Ex-Ohio reps rally to abolish the death penalty, including Portage County’s
- Katie Smith
In 1981, former Ohio State Reps. John Begala and Pete Crossland were among the minority who voted against the death penalty. Now, engineers of the law are calling for its abolition.
Crossland and Begala represented Summit and Portage counties, respectively, when Ohio reenacted the death penalty 44 years ago. In October, they joined 27 former Ohio lawmakers who signed a letter backing Senate Bill 133, which, if passed, would abolish the state’s death penalty.
The proposed legislation has gained bipartisan support from officials concerned with the death penalty’s cost, inequities and what the letter called “irrevocable” consequences. For some, the moment marks a notable shift in perspective among former proponents of capital punishment. For those like Begala, it’s a moment of unison against what he has long believed to be a “barbaric” practice.
“I think the main thing that is changing people’s minds is the fact that all of the hair-splitting that goes on to justify the death penalty is really not born out,” Begala said.
Proponents of the death penalty often cite it as a necessary deterrent to crime. However, studies have found no meaningful evidence to prove that claim, according to the nonprofit Death Penalty Information Center.
Crossland agreed that lawmakers on both sides of the aisle are paying more attention to long-held concerns about capital punishment – from its impact on crime, or lack thereof, to the financial toll on taxpayers.
The estimated extra cost of imposing the death penalty on Ohio’s current death-row prisoners ranges between $116 million and $348 million, according to the state’s most recent annual report on capital crimes.
“I think people are more aware of the cost of execution,” Crossland said. “People who didn’t know much about it would say, ‘Well, execute someone and that takes care of it. If you had to give them life and imprisonment, then you would have years of the state feeding and housing (them).’”
Some lawmakers have also begun to question how factors like economic class and race might create inequities within the death penalty system.
“Poor people and minorities were not having the means to defend themselves … and that has persisted with me, along with what I think is a proper Christian and cultural value of human life,” Crossland said.
Ohio has a back-and-forth history with the death penalty. In 1978, the state Supreme Court ruled that the policy was unconstitutional. However, lawmakers voted to reinstate the death penalty in 1981, following years of debate.
Since then, at least 342 people in the state have received death sentences, and 56 were executed, according to the 2024 attorney general report. There were 118 active death penalty cases for 116 people throughout the state at the time of the report.
Ohio, however, hasn’t executed anyone on death row since 2018, under what Republican Ohio Gov. Mike DeWine called an “unofficial moratorium” on capital punishment. Some pharmaceutical companies have refused to supply state prisons with lethal injection drugs, rendering executions “impossible from a practical point of view,” DeWine told the Associated Press in 2020.
Lethal injection is the only legal method of execution under Ohio law. Earlier this year, however, Republican House members introduced a bill that would allow execution by nitrogen hypoxia. The process would require death-row prisoners to inhale nitrogen gas until their bodies lacked the oxygen they need to survive.
DeWine’s office has no new comments on the matter, a spokesperson said. Meanwhile, the governor continues to delay executions and announced reprieves for two death row inmates, including James Trimble, as recently as Oct. 10. Trimble, who was found guilty of three murders in Portage County in 2005, has a new execution date of March 14, 2029.
Those delays, along with the drug shortage and procedural changes to appeals, have essentially “paralyzed” Ohio’s death penalty system, Attorney General David Yost wrote in the state’s 2024 report.
“If we were starting from scratch to design a system for the ultimate punishment — whether that punishment is execution or, instead, life in prison without parole — neither death-penalty opponents nor death-penalty supporters would create anything like Ohio’s current system, which produces churn, waste and endless lawsuits — and little else,” Yost wrote.
Those drawn-out legal processes and delays are also painful for people affected by death penalty cases and get to the heart of Begala’s career-long opposition to capital punishment, he said.
“The communities of people who have been killed have to relive this event again and again and again – sometimes spanning decades,” Begala said. “Why continue that? Why not let justice be swift? Let it be complete. And let society bear the cost of being a nation of people that respects human life and incarcerates people for the balance of their lives?”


WORK INSTRUCTIONS. From the first line to the last, restate the material word for word, omitting pictures.

DATA EXTRACT.
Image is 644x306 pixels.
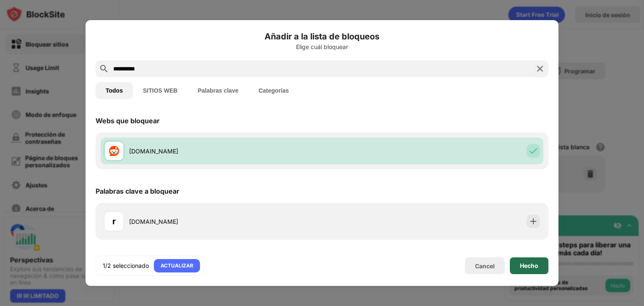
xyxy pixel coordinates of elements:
div: [DOMAIN_NAME] [129,147,322,155]
div: r [112,215,115,227]
img: search-close [535,64,545,74]
button: Palabras clave [188,82,248,99]
div: ACTUALIZAR [161,261,194,270]
div: [DOMAIN_NAME] [129,217,322,226]
button: Categorías [249,82,299,99]
div: 1/2 seleccionado [103,261,149,270]
button: SITIOS WEB [133,82,188,99]
div: Elige cuál bloquear [95,43,549,50]
div: Palabras clave a bloquear [95,187,180,195]
h6: Añadir a la lista de bloqueos [95,30,549,43]
div: Cancel [475,262,495,269]
div: Hecho [520,262,539,269]
div: Webs que bloquear [95,117,159,125]
img: search.svg [99,64,109,74]
button: Todos [95,82,133,99]
img: favicons [109,146,119,156]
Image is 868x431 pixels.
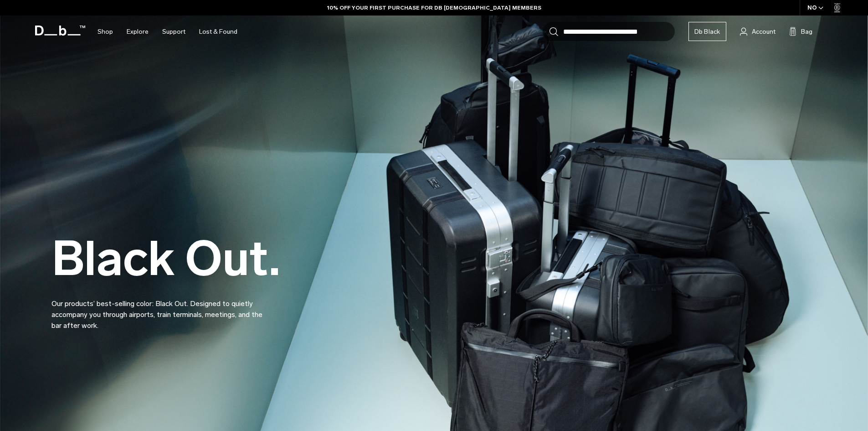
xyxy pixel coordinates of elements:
a: Support [162,16,185,48]
button: Bag [789,26,813,37]
a: Shop [97,16,113,48]
nav: Main Navigation [90,16,244,48]
a: Explore [127,16,149,48]
span: Bag [801,27,813,36]
span: Account [752,27,776,36]
h2: Black Out. [52,235,280,283]
a: 10% OFF YOUR FIRST PURCHASE FOR DB [DEMOGRAPHIC_DATA] MEMBERS [327,4,541,12]
a: Account [740,26,776,37]
p: Our products’ best-selling color: Black Out. Designed to quietly accompany you through airports, ... [52,287,270,331]
a: Lost & Found [199,16,237,48]
a: Db Black [688,22,727,41]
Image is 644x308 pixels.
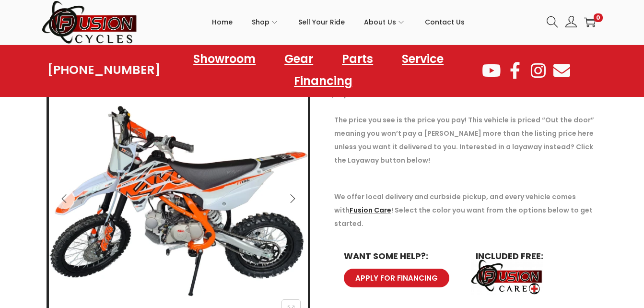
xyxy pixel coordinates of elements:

RESULT BELOW.
Image is 644x306 pixels.
xyxy pixel coordinates of elements:
div: [DOMAIN_NAME] [129,147,322,155]
div: r [112,215,115,227]
img: search-close [535,64,545,74]
button: Palabras clave [188,82,248,99]
div: ACTUALIZAR [161,261,194,270]
div: [DOMAIN_NAME] [129,217,322,226]
button: Categorías [249,82,299,99]
div: 1/2 seleccionado [103,261,149,270]
button: SITIOS WEB [133,82,188,99]
div: Elige cuál bloquear [95,43,549,50]
div: Palabras clave a bloquear [95,187,180,195]
h6: Añadir a la lista de bloqueos [95,30,549,43]
div: Cancel [475,262,495,269]
div: Hecho [520,262,539,269]
div: Webs que bloquear [95,117,159,125]
img: search.svg [99,64,109,74]
button: Todos [95,82,133,99]
img: favicons [109,146,119,156]
Image is 868x431 pixels.
xyxy pixel coordinates of elements:
a: Support [162,16,185,48]
button: Bag [789,26,813,37]
a: Shop [97,16,113,48]
nav: Main Navigation [90,16,244,48]
a: Explore [127,16,149,48]
span: Bag [801,27,813,36]
span: Account [752,27,776,36]
h2: Black Out. [52,235,280,283]
a: 10% OFF YOUR FIRST PURCHASE FOR DB [DEMOGRAPHIC_DATA] MEMBERS [327,4,541,12]
a: Account [740,26,776,37]
p: Our products’ best-selling color: Black Out. Designed to quietly accompany you through airports, ... [52,287,270,331]
a: Lost & Found [199,16,237,48]
a: Db Black [688,22,727,41]
Image is 644x308 pixels.
xyxy pixel coordinates of elements:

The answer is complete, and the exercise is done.